WHAT THE TASK ASKS – Return each entry exactly, omitting nothing.
(DATA EXTRACTS)
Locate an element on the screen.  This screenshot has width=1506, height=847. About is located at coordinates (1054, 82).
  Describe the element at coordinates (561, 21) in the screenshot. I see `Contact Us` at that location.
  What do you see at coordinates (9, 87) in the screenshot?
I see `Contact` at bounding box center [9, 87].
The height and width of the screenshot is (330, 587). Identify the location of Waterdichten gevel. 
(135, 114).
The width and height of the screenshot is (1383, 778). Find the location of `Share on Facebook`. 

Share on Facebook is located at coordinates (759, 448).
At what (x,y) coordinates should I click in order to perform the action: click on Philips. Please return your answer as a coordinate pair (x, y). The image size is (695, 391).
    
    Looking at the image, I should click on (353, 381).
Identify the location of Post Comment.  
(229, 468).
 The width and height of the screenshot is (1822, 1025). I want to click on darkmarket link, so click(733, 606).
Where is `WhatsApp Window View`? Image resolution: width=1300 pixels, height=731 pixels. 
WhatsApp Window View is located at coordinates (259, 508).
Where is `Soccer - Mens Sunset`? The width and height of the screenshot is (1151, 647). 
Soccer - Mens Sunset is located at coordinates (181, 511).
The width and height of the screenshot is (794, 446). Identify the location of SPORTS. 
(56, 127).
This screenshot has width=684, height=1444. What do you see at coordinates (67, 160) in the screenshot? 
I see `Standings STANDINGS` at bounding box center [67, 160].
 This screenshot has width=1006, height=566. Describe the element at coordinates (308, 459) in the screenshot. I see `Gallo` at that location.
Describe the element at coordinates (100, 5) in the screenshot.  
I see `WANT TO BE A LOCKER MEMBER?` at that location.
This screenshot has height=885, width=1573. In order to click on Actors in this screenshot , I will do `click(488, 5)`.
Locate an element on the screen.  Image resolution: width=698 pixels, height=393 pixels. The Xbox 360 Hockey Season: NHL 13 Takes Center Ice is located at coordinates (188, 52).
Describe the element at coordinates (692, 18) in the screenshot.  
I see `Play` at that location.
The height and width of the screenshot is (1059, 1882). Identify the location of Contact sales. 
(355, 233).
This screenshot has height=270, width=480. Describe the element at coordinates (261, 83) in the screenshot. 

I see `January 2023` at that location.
(End DATA EXTRACTS)
TASK SOLUTION –
Locate an element on the screen.  This screenshot has width=1506, height=847. About is located at coordinates (1054, 82).
  Describe the element at coordinates (561, 21) in the screenshot. I see `Contact Us` at that location.
  What do you see at coordinates (9, 87) in the screenshot?
I see `Contact` at bounding box center [9, 87].
The height and width of the screenshot is (330, 587). Identify the location of Waterdichten gevel. 
(135, 114).
The width and height of the screenshot is (1383, 778). Find the location of `Share on Facebook`. 

Share on Facebook is located at coordinates (759, 448).
At what (x,y) coordinates should I click in order to perform the action: click on Philips. Please return your answer as a coordinate pair (x, y). The image size is (695, 391).
    
    Looking at the image, I should click on (353, 381).
Identify the location of Post Comment.  
(229, 468).
 The width and height of the screenshot is (1822, 1025). I want to click on darkmarket link, so click(733, 606).
Where is `WhatsApp Window View`? Image resolution: width=1300 pixels, height=731 pixels. 
WhatsApp Window View is located at coordinates (259, 508).
Where is `Soccer - Mens Sunset`? The width and height of the screenshot is (1151, 647). 
Soccer - Mens Sunset is located at coordinates (181, 511).
The width and height of the screenshot is (794, 446). Identify the location of SPORTS. 
(56, 127).
This screenshot has width=684, height=1444. What do you see at coordinates (67, 160) in the screenshot? 
I see `Standings STANDINGS` at bounding box center [67, 160].
 This screenshot has width=1006, height=566. Describe the element at coordinates (308, 459) in the screenshot. I see `Gallo` at that location.
Describe the element at coordinates (100, 5) in the screenshot.  
I see `WANT TO BE A LOCKER MEMBER?` at that location.
This screenshot has height=885, width=1573. In order to click on Actors in this screenshot , I will do `click(488, 5)`.
Locate an element on the screen.  Image resolution: width=698 pixels, height=393 pixels. The Xbox 360 Hockey Season: NHL 13 Takes Center Ice is located at coordinates (188, 52).
Describe the element at coordinates (692, 18) in the screenshot.  
I see `Play` at that location.
The height and width of the screenshot is (1059, 1882). Identify the location of Contact sales. 
(355, 233).
This screenshot has height=270, width=480. Describe the element at coordinates (261, 83) in the screenshot. 

I see `January 2023` at that location.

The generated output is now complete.